Chouhan had said: “The ongoing dialogue between the representatives of the Government of India and the representatives of farmers’ organisations regarding their demands is continuing. Farmer leader Shri Jagjit Singh Dallewal has now returned from hospital and we wish him a speedy recovery. We also request him to end his hunger strike and we will meet with the representatives of the farmers’ organisations for talks at 11 am on May 4 as per the already decided date.”

Addressing a ‘Kisan Mahapanchayat’ organised at Sirhind in Fatehgarh Sahib district of Punjab on Sunday, Dallewal announced that he was ending his indefinite fast. “You (farmers) all have asked me to end the fast unto death. I am indebted to you for taking care of the agitation. I respect your sentiments. I accept your order,” he said.

After the last meeting with the Central team led by Shivraj Singh Chouhan on March 19, when farmer leaders began moving towards the two protest sites at Shambhu and Khanauri on the Haryana-Punjab border, the Punjab government detained all of them and began clearing the areas that very night. By the next day, the protest sites were completely cleared and traffic was normalised on two highways.

The Centre has assured farmer leaders that it will undertake consultations with stakeholders — including exporters, processors, farmer producer organisations (FPOs), traders, and stockists — who are the main buyers of farm produce before it reaches consumer households. The Centre will also hold discussions with State governments on the likely impact and various options for enforcing MSP on buyers. The consultation process is likely to be led by Joint Secretary (Marketing) Purna Chandra Kishan.

The meeting was resumed in February after a year-long protest by farmers led by the Samyukta Kisan Morcha (Non-Political) and the Kisan Mazdoor Morcha, as talks between the Centre and farmers had collapsed in February 2024. Four rounds of meetings were held between Central ministers and the protesting farmers in February 2024, but the talks broke down after farmer leaders rejected the Centre’s proposal for assured government procurement of certain pulses, cotton, and maize at MSP for five years.

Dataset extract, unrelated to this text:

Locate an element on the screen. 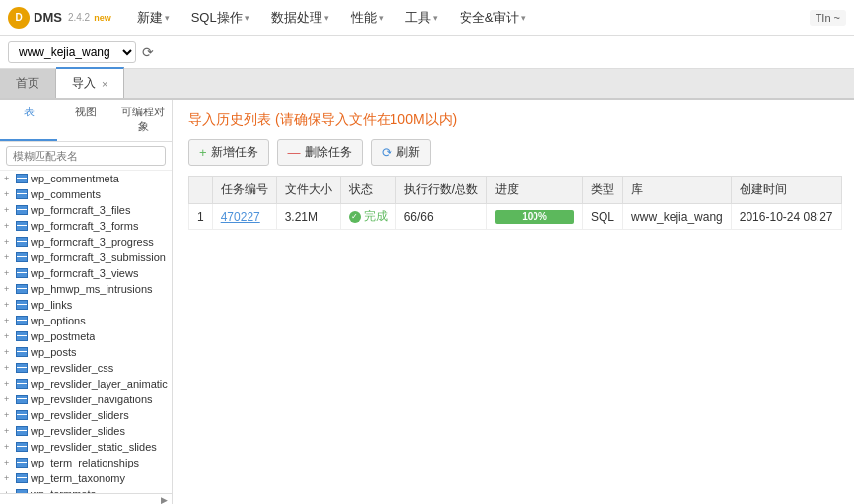 The height and width of the screenshot is (504, 854). nav-item: 安全&审计▾ is located at coordinates (493, 18).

Besides a legal guarantee for crop MSP, the farmers are also demanding a debt waiver, pension for farmers and farm labourers, no hike in electricity tariffs, withdrawal of police cases, “justice” for the victims of the 2021 Lakhimpur Kheri violence, reinstatement of the Land Acquisition Act, 2013, and compensation to the families of farmers who died during the 2020-21 agitation.